The bullets sailed out into the water about fifty feet from the bank and fell into shallow water. Still, that was okay; the river bottom was brown. They’d just blend in. So would the gun, which he tossed in a moment later. It sank rapidly into the silt.
There. Over and done with like nothing had happened.
Joe Brown turned sharply and walked back to the car. He got in and closed the door. The wagon backed up and turned onto a ribbon of concrete that paralleled the river. They drove for a while, then turned down a side street, stopping to rest in front of Brown’s home. He got out, then leaned back in the open window and said to the driver, “See you tomorrow, Moms.”

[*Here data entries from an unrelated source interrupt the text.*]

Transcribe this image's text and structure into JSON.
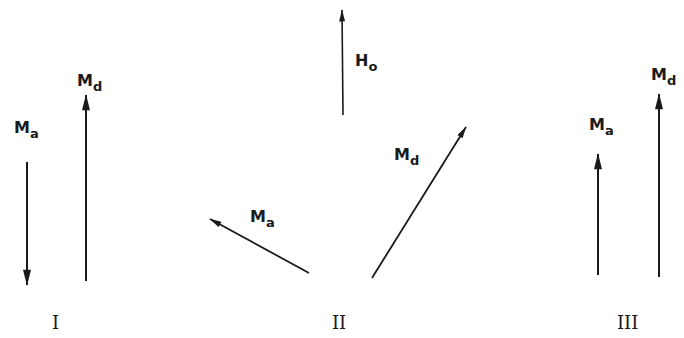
{
  "panels": [
    {
      "numeral": "I",
      "vectors": [
        {
          "name": "M",
          "sub": "a",
          "direction": "down"
        },
        {
          "name": "M",
          "sub": "d",
          "direction": "up"
        }
      ]
    },
    {
      "numeral": "II",
      "vectors": [
        {
          "name": "H",
          "sub": "o",
          "direction": "up"
        },
        {
          "name": "M",
          "sub": "a",
          "direction": "up-left"
        },
        {
          "name": "M",
          "sub": "d",
          "direction": "up-right"
        }
      ]
    },
    {
      "numeral": "III",
      "vectors": [
        {
          "name": "M",
          "sub": "a",
          "direction": "up"
        },
        {
          "name": "M",
          "sub": "d",
          "direction": "up"
        }
      ]
    }
  ],
  "colors": {
    "ink": "#1a1a1a",
    "background": "#ffffff"
  }
}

The woman he had called “Moms” watched as he ran up the driveway and disappeared inside.
Lisa Fentress awakened from her marijuana-induced sleep to the sound of her phone ringing.
Who was that
? she wondered.
She couldn’t be sure, and she didn’t care. She liked where she was, half asleep and half awake. Didn’t have to deal with anything. Didn’t have to see anyone. Didn’t have to have any responsibility for what she’d done. Maybe, if she tried, she could make the phone go away.
After a while, the phone stopped ringing and Lisa floated back into cannabis dreams.
At 5 a.m., Lisa awoke when her pager went off. She dialed the number on the digital display.
“Aaron was taken care of,” said the voice on the other end of the line.
THREE
At 7 a.m., Heather Parr, the woman from Victims Services, finally showed up. She had come from home, where she left her sleeping daughter.
As angry as Janyce was that they had to wait, she had to admit that Aaron’s shooting had so shaken her up, she didn’t know if she would have had the wherewithal to drive herself and the kids to the hospital.